Steel Man Ken Iverson
The "father of the minimill" manages Nucor Corp. according to one big principle: simplicity.
Nucor Corp. could very well be the biggest small company in America. Nucor has almost 4,000 employees working in 18 plants around the counry, with sales last year of $758 million. For years it has been listed on the Fortune 500. Yet here is a company run by a corporate staff of only 16, working out of 8,000 square feet in an anonymous office building located across the street from a shopping mall on the outskirts of Charlotte, N.C.
There's a modesty and simplicity about this company that reflect its chairman and chief executive officer, F. Kenneth Iverson. Iverson has put the lie to the notion that the American steel industry is dead, with a company that has continued to grow at a compound annual rate of 23% over the past 10 years, selling nothing but steel and steel products. Much of his success derives from a commitment to hands-on management, investment in steel technology, and an unusual compensation program that keeps productivity high, turnover low, and has job applicants lined up around the block.
Editor George Gendron spoke with Iverson about how his management style and how Nucor find both stability and profits in one of the nation's most troubled industries.
INC.: In the steel industry, you're something of a renegade for opposing the industry's call for protectionism.We all know the general arguments against trade barriers. But why not at least give the industry some temporary relief, time to regroup and modernize and find some way to protect workers from the effects of cutthroat international competition?

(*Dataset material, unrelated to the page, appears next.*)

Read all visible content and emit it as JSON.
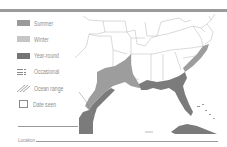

IVERSON: If you look, we've had this "temporary" relief for a long time. We had a voluntary quota system in the early 1970s. We had trigger prices in the late 1970s. And what happened during these periods? As soon as prices began to rise so that the steel companies began to be profitable, they stopped modernizing. It's only under intense competitive pressure -- both internally from the minimills, and externally from the Japanese and the Koreans -- that the big steel companies have been forced to modernize. I think you'll find that, nationally, our continuous casting has jumped from 25% of our output to 39%. We're still behind the rest of the world -- in Japan, close to 90% of their steel is continuously cast -- but we are modernizing, closing down these old facilities that cannot be made economically viable or environmentally acceptable, which is what we should do. We have an excess of steel-manufacturing capacity, and the only way to get around that is to shut down the old facilities.In 1980, we still had rolling mills that rolled steel back in the Civil War.
INC.: So your argument is that protectionism tends to make the industry weaker, not stronger.
IVERSON: That's right. Unless you're under intense competitive pressure and it becomes a question of the survival of the business to do it, you're just going to lapse back into your old ways. There's no other answer. But out of all this will come a lot of things that are beneficial: more of an orientation toward technology, greater productivity, certainly a lot of changes in management structure.
INC.: But isn't the big problem with the American steel industry a wage structure that makes it impossible to compete internationally, no matter how much technology you bring in?
IVERSON: At Nucor we produce more than twice the steel per man-hour as workers in large steel companies. Since we're not unionized, I've heard people say that Nucor is proof that unions per se have a negative impact on worker productivity. That's nonsence! That conveniently ignores vital questions like: What's the quality of direction being given the workers? Where are the resources the workers need to get the job done efficiently? Where's the opportunity for workers to contribute ideas about how to do the job better? The real impediment to producing a higher-quality product more efficiently isn't the workers, union or nonunion; it's management.
INC.: But that's easy for you to say -- you don't have to deal with unionized workers with inflexible union wages and work rules. Isn't that the big advantage you have over the integrated mills?
IVERSON: Look, I'd be the last to say that unions don't present some problems. But you've got to look at why we don't have unions here. For one thing, we pay our people well. The average hourly worker at our plant in Darlington, N.C., for example, with bonus and everything, earned more than $30,000 last year. In addition, employees know that we are not going to lay anybody off, and that has a tremendous impact on the way people approach their jobs. Many of the work rules that have grown up in the unionized plants -- the ones that have led to featherbedding and the resistance to new technology -- these are the response to worker demands for some form of job security. Can anyone blame workers for wanting that? I can't. So if there is any responsibility for how these work rules have developed, how they have been negotiated and implemented, I think it belongs with management. At Nucor, we think we've been able to avoid those problems by dealing with the job-security problem right up front.
INC.: The unions aren't at your door, then?
IVERSON: As a matter of fact, the last time we had a union organizer in Darlington, we had to send out management in order to protect the union guy passing out the pamphlets.
We're fortunate -- people like to work here. Last fall, Darlington needed eight people, and we put a little ad in the county weekly newspaper that said, "Nucor Steel will take some applications on Saturday morning at 8:30 for new employees." When we went out there for the interviewing, there were 1,200 people lined up in that plant. We couldn't even get into the plant to get to the personnel department. Twelve hundred people! Finally, we called the state police and said, "You've got to do something. We've got a traffic jam out here." And the cop on duty said, "We can't do it, because we've got three people out there applying for jobs ourselves!"